His paper analyzes those barriers to achieving high reliability in healthcare and points to a way forward—specifically, a different framework for identifying leverage points for improvement based on organizational learning theory.

“Organizations learn from others, from defects, from measurement, and from mindfulness,” he writes. “These learning modes correspond with contemporary themes of collaboration, no blame for human error, accountability for performance, and managing the unexpected. The collaborative model has dominated improvement efforts. Greater attention to the underdeveloped modes of organizational learning may foster more rapid progress in patient safety by increasing organizational capabilities, strengthening a culture of safety, and fixing more of the process problems that contribute to patient harm.”
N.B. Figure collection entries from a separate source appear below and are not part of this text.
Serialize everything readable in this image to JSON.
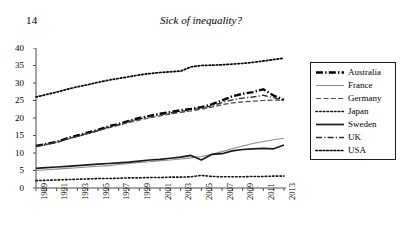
{
  "page": {
    "folio": "14",
    "running_title": "Sick of inequality?"
  },
  "legend": {
    "position": "right",
    "items": [
      {
        "label": "Australia",
        "style": "thick-dash-dot",
        "color": "#000000"
      },
      {
        "label": "France",
        "style": "thin-solid",
        "color": "#808080"
      },
      {
        "label": "Germany",
        "style": "dashed",
        "color": "#555555"
      },
      {
        "label": "Japan",
        "style": "dotted",
        "color": "#000000"
      },
      {
        "label": "Sweden",
        "style": "solid",
        "color": "#1a1a1a"
      },
      {
        "label": "UK",
        "style": "dash-dot",
        "color": "#333333"
      },
      {
        "label": "USA",
        "style": "fine-dotted",
        "color": "#000000"
      }
    ]
  },
  "chart_data": {
    "type": "line",
    "title": "",
    "xlabel": "",
    "ylabel": "",
    "xlim": [
      1989,
      2013
    ],
    "ylim": [
      0,
      40
    ],
    "yticks": [
      0,
      5,
      10,
      15,
      20,
      25,
      30,
      35,
      40
    ],
    "grid": false,
    "x": [
      1989,
      1990,
      1991,
      1992,
      1993,
      1994,
      1995,
      1996,
      1997,
      1998,
      1999,
      2000,
      2001,
      2002,
      2003,
      2004,
      2005,
      2006,
      2007,
      2008,
      2009,
      2010,
      2011,
      2012,
      2013
    ],
    "xtick_labels": [
      "1989",
      "",
      "1991",
      "",
      "1993",
      "",
      "1995",
      "",
      "1997",
      "",
      "1999",
      "",
      "2001",
      "",
      "2003",
      "",
      "2005",
      "",
      "2007",
      "",
      "2009",
      "",
      "2011",
      "",
      "2013"
    ],
    "series": [
      {
        "name": "Australia",
        "values": [
          12.0,
          12.6,
          13.2,
          14.2,
          15.0,
          15.8,
          16.6,
          17.6,
          18.3,
          19.2,
          20.0,
          20.6,
          21.2,
          21.7,
          22.2,
          22.6,
          23.1,
          23.9,
          25.0,
          26.2,
          26.9,
          27.4,
          28.2,
          26.4,
          25.2
        ]
      },
      {
        "name": "France",
        "values": [
          5.0,
          5.2,
          5.4,
          5.6,
          5.8,
          6.0,
          6.2,
          6.4,
          6.7,
          7.0,
          7.3,
          7.5,
          7.8,
          8.0,
          8.3,
          8.6,
          9.0,
          9.6,
          10.4,
          11.2,
          12.0,
          12.7,
          13.3,
          13.8,
          14.2
        ]
      },
      {
        "name": "Germany",
        "values": [
          11.8,
          12.4,
          13.0,
          13.9,
          14.7,
          15.5,
          16.3,
          17.2,
          17.9,
          18.7,
          19.4,
          20.0,
          20.6,
          21.1,
          21.6,
          22.0,
          22.5,
          23.1,
          23.8,
          24.3,
          24.6,
          24.8,
          25.0,
          25.1,
          25.1
        ]
      },
      {
        "name": "Japan",
        "values": [
          2.1,
          2.2,
          2.3,
          2.4,
          2.5,
          2.6,
          2.7,
          2.7,
          2.8,
          2.9,
          2.9,
          3.0,
          3.0,
          3.1,
          3.1,
          3.2,
          3.6,
          3.3,
          3.2,
          3.2,
          3.2,
          3.3,
          3.3,
          3.4,
          3.4
        ]
      },
      {
        "name": "Sweden",
        "values": [
          5.6,
          5.8,
          6.0,
          6.2,
          6.4,
          6.6,
          6.8,
          7.0,
          7.2,
          7.4,
          7.7,
          8.0,
          8.2,
          8.5,
          8.8,
          9.3,
          8.0,
          9.6,
          9.8,
          10.6,
          11.0,
          11.2,
          11.3,
          11.2,
          12.3
        ]
      },
      {
        "name": "UK",
        "values": [
          11.9,
          12.5,
          13.1,
          14.0,
          14.8,
          15.6,
          16.4,
          17.4,
          18.1,
          19.0,
          19.7,
          20.3,
          20.9,
          21.4,
          21.9,
          22.3,
          22.8,
          23.5,
          24.4,
          25.2,
          25.7,
          26.0,
          26.5,
          25.8,
          25.0
        ]
      },
      {
        "name": "USA",
        "values": [
          26.0,
          26.7,
          27.4,
          28.2,
          28.9,
          29.5,
          30.2,
          30.8,
          31.3,
          31.8,
          32.3,
          32.7,
          33.0,
          33.2,
          33.4,
          34.6,
          35.0,
          35.1,
          35.2,
          35.4,
          35.6,
          35.9,
          36.3,
          36.7,
          37.1
        ]
      }
    ]
  }
}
To help bring this about, hospitalists can contribute by “embracing accountability for clinical performance, developing appropriate measures, and engaging in safety improvement activities — the most salient and important of which is reporting adverse events, near misses, and hazardous conditions affecting their own patients,” Dr. Edwards says. “This means taking responsibility for ending the culture of blame in healthcare, which currently blocks physicians from such self-reporting.”

He adds that hospitalists can do this by changing the model by which they conduct clinical peer review: Instead of focusing on whether individual physicians practiced according to standards, they could look broadly at learning opportunities for improvement in the system of care.

Reference

  1. Edwards MT. An organizational learning framework for patient safety [published online ahead of print February 25, 2016]. Am J Med Qual. pii:1062860616632295.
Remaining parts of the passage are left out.